Spec-Driven Development Is Not Waterfall

Spec-driven development uses upfront documentation to drive implementation. That looks, on the surface, like Waterfall. It isn’t. The difference comes down to four behaviors, which are observable, not philosophical.

The Short Answer

Waterfall treats documents as gates: write, approve, freeze, hand off, build against. Spec-driven development treats documents as a working tool: written and rewritten alongside the code, never frozen, owned by the people doing the work. The artifacts can look identical. The behavior around them is not.

Why They Look Alike but Behave Differently

Waterfall was designed in 1970 for a world where the implementation bottleneck was human developer time, handoffs between specialized teams were expensive, and changing a document late in the cycle meant rework that could blow up a project. Freezing the spec was a rational response to those constraints.

Spec-driven development was designed for a world where AI does much of the implementation, change is cheap, and the bottleneck has shifted to clarity of intent. Same artifact, a written spec. Different process. Practices that would have been reckless in 1970, rewriting the spec at 2 PM and shipping by 4 PM, are now the default.

The terminology is starting to catch up. Some teams (ours included) have started using Agentic Delivery Process, a broader label that names the full shift, not just the artifact. Spec Driven Development describes what changed about the documents. But Agentic Delivery Process describes what changed about everything around them, and specs are central to that.

4 Behaviors that Distinguish Them

1. When the spec changes

Waterfall: specs change at defined milestones, with formal approval. Mid-cycle changes trigger change-control processes.

Spec Driven Development: specs change the same day, often the same hour, as new information arrives. A product owner meeting wraps at 11. By end of day, the transcript is processed and the spec commits in alongside code.

If your specs only change at sprint boundaries, you’re doing waterfall. Also, if your sprints last more than a few days, you may be doing waterfall, but let’s chat about that in a different blog post.

2. How design and specs relate

Waterfall: design follows requirements. The requirements doc is upstream; design is downstream.

Spec Driven Development: design and specs evolve in parallel, each reshaping the other. The prototype reflects conversations the spec hasn’t formalized yet. Specs formalize what the prototype implies, the why, the edge cases, and the behavior a prototype can’t communicate.

3. How “done” is defined

Waterfall: a separate sign-off step reconciles the build against the original requirements doc.

Spec Driven Development: the Must/Should/May requirements inside the spec are the acceptance criteria. When they’re met, the feature is done. There’s no separate doc to reconcile, no ambiguity about what was agreed to.

Approval lives inside the document, which can be changed or added to at any time. It is not a gate around it.

4. Who edits the spec

Waterfall: requirements flow downhill, from analysts to developers. Developers consume the spec; they don’t change it.

Spec Driven Development: the developer who hits an ambiguity at 2 PM updates the spec at 2:05 PM. Spec edits commit alongside code.

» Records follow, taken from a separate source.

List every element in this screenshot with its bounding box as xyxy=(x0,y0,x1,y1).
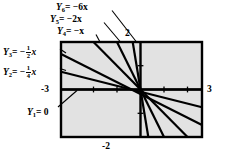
label-y4: Y4= −x xyxy=(57,27,84,37)
label-y3-denominator: 2 xyxy=(26,52,31,60)
label-y2-denominator: 4 xyxy=(26,72,31,80)
label-y2: Y2= −14x xyxy=(3,65,36,79)
window-label-ymin: -2 xyxy=(102,142,110,152)
leader-y5 xyxy=(104,23,121,43)
label-y2-fraction: 14 xyxy=(26,65,31,79)
window-label-xmin: -3 xyxy=(41,85,49,95)
window-label-xmax: 3 xyxy=(207,85,212,95)
label-y3: Y3= −12x xyxy=(3,45,36,59)
label-y3-eq-pre: = − xyxy=(12,47,25,57)
label-y5: Y5= −2x xyxy=(50,15,82,25)
label-y1: Y1= 0 xyxy=(27,108,49,118)
label-y2-eq-post: x xyxy=(32,67,37,77)
label-y6-eq: = −6x xyxy=(65,2,88,12)
label-y3-numerator: 1 xyxy=(26,45,31,52)
label-y4-eq: = −x xyxy=(66,26,84,36)
label-y3-fraction: 12 xyxy=(26,45,31,59)
label-y2-numerator: 1 xyxy=(26,65,31,72)
label-y2-eq-pre: = − xyxy=(12,67,25,77)
label-y6: Y6= −6x xyxy=(56,3,88,13)
window-label-ymax: 2 xyxy=(125,29,130,39)
label-y3-eq-post: x xyxy=(32,47,37,57)
figure-container: Y6= −6x Y5= −2x Y4= −x Y3= −12x Y2= −14x… xyxy=(0,0,231,157)
label-y5-eq: = −2x xyxy=(59,14,82,24)
label-y1-eq: = 0 xyxy=(36,107,49,117)
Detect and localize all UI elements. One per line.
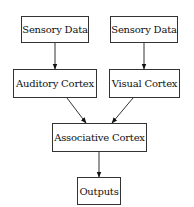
node-associative-cortex: Associative Cortex — [52, 123, 147, 152]
node-sensory-data-1: Sensory Data — [21, 16, 89, 43]
node-visual-cortex: Visual Cortex — [109, 69, 180, 98]
node-label: Outputs — [79, 186, 118, 197]
node-outputs: Outputs — [77, 177, 121, 205]
node-label: Sensory Data — [22, 24, 88, 35]
node-label: Sensory Data — [111, 24, 177, 35]
node-label: Visual Cortex — [112, 78, 178, 89]
edge-auditory-associative — [67, 98, 86, 123]
node-label: Associative Cortex — [54, 132, 145, 143]
node-sensory-data-2: Sensory Data — [110, 16, 178, 43]
node-auditory-cortex: Auditory Cortex — [13, 69, 97, 98]
edge-visual-associative — [112, 98, 133, 123]
node-label: Auditory Cortex — [16, 78, 94, 89]
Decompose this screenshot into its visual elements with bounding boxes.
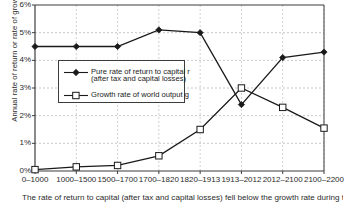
y-tick-label: 1% (5, 138, 31, 147)
legend-marker-filled-diamond-icon (63, 68, 89, 77)
y-tick-label: 6% (5, 0, 31, 9)
y-tick-label: 5% (5, 28, 31, 37)
chart-legend: Pure rate of return to capital r (after … (58, 60, 185, 103)
y-tick-label: 3% (5, 83, 31, 92)
y-tick-label: 2% (5, 111, 31, 120)
y-tick-label: 0% (5, 166, 31, 175)
legend-marker-open-square-icon (63, 91, 89, 100)
x-tick-label: 2100–2200 (294, 175, 349, 184)
y-tick-label: 4% (5, 55, 31, 64)
legend-label-growth-rate: Growth rate of world output g (91, 90, 189, 99)
figure-caption: The rate of return to capital (after tax… (22, 192, 343, 203)
legend-label-return-rate-sub: (after tax and capital losses) (91, 74, 186, 83)
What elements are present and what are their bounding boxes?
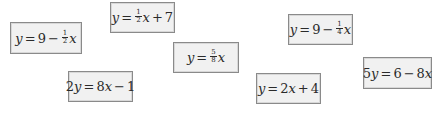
lhs-variable: y bbox=[74, 79, 81, 94]
constant: 4 bbox=[311, 81, 319, 96]
variable: x bbox=[69, 31, 76, 46]
equation-card-f[interactable]: y = 2 x + 4 bbox=[256, 73, 321, 104]
coefficient: 8 bbox=[417, 66, 425, 81]
variable: x bbox=[289, 81, 296, 96]
denominator: 8 bbox=[211, 57, 215, 64]
denominator: 4 bbox=[337, 29, 341, 36]
constant: 1 bbox=[127, 79, 135, 94]
variable: x bbox=[218, 50, 225, 65]
equation-card-g[interactable]: 5 y = 6 − 8 x bbox=[363, 57, 432, 89]
lhs-variable: y bbox=[290, 22, 297, 37]
equals-sign: = bbox=[299, 22, 310, 37]
denominator: 2 bbox=[136, 17, 140, 24]
equation-card-e[interactable]: 2 y = 8 x − 1 bbox=[68, 71, 133, 102]
operator: − bbox=[404, 66, 415, 81]
operator: + bbox=[152, 10, 163, 25]
equation-card-b[interactable]: y = 1 2 x + 7 bbox=[110, 2, 175, 33]
lhs-variable: y bbox=[15, 31, 22, 46]
constant: 6 bbox=[393, 66, 401, 81]
constant: 7 bbox=[165, 10, 173, 25]
lhs-variable: y bbox=[187, 50, 194, 65]
equals-sign: = bbox=[25, 31, 36, 46]
coefficient: 2 bbox=[280, 81, 288, 96]
variable: x bbox=[105, 79, 112, 94]
equation-card-c[interactable]: y = 5 8 x bbox=[173, 42, 239, 73]
equals-sign: = bbox=[267, 81, 278, 96]
fraction: 5 8 bbox=[210, 49, 216, 64]
operator: + bbox=[298, 81, 309, 96]
constant: 9 bbox=[38, 31, 46, 46]
equals-sign: = bbox=[121, 10, 132, 25]
variable: x bbox=[143, 10, 150, 25]
operator: − bbox=[322, 22, 333, 37]
fraction: 1 2 bbox=[62, 30, 68, 45]
equals-sign: = bbox=[83, 79, 94, 94]
lhs-coefficient: 2 bbox=[66, 79, 74, 94]
variable: x bbox=[344, 22, 351, 37]
coefficient: 8 bbox=[96, 79, 104, 94]
fraction: 1 4 bbox=[336, 21, 342, 36]
lhs-coefficient: 5 bbox=[363, 66, 371, 81]
fraction: 1 2 bbox=[135, 9, 141, 24]
lhs-variable: y bbox=[112, 10, 119, 25]
equals-sign: = bbox=[196, 50, 207, 65]
equals-sign: = bbox=[380, 66, 391, 81]
equation-card-a[interactable]: y = 9 − 1 2 x bbox=[10, 22, 82, 54]
denominator: 2 bbox=[63, 38, 67, 45]
lhs-variable: y bbox=[258, 81, 265, 96]
operator: − bbox=[48, 31, 59, 46]
equation-card-d[interactable]: y = 9 − 1 4 x bbox=[288, 14, 353, 45]
variable: x bbox=[425, 66, 432, 81]
constant: 9 bbox=[312, 22, 320, 37]
operator: − bbox=[114, 79, 125, 94]
lhs-variable: y bbox=[371, 66, 378, 81]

The spec is a working tool, not a contract.

How to Apply This

To tell whether a team is doing waterfall with a new label or genuinely practicing spec-driven development, check for these signals:

  • Spec commits in the last seven days, authored by developers. The single most diagnostic signal. If specs only get edited by analysts, PMs, or delivery leads, the spec is being treated as a deliverable, not a working tool.
  • Acceptance criteria that live in the spec, not in a separate ticketing system. If the team is reconciling Jira tickets against a spec, there are two sources of truth — and that’s waterfall, even if everyone calls it something else.
  • No “requirements approved” gate before code starts. If a stakeholder needs to sign off before any code is written, the team is operating under waterfall constraints regardless of what the practice is called.
  • Specs and code committed in the same pull request. The operational test. If a feature change requires the spec to update too, both should land together. If specs lag code, the spec is documentation, not source of truth.
  • A process for catching stale specs. Spec rot is the leading indicator that the practice is failing. Teams that catch it actively (diff reviews and spec health checks) are practicing Agentic Delivery Process. Teams that don’t will end up with a wall of stale documents and quietly revert to verbal agreements.

Where to Start

The smallest move into Agentic Delivery isn’t a process change; it’s a single commit. Pick one feature on the current backlog, write its spec in the repo as a Markdown file, and commit it alongside the next code change to that feature. Then watch what happens to the next change after that. If it touches both files, the practice is taking hold. If the spec goes untouched while the code keeps moving, the team is treating the spec as documentation, and the practice will not stick without a deliberate intervention.

The structure looks similar to Waterfall because the artifact looks similar. The behavior is what tells you which one you’re actually doing.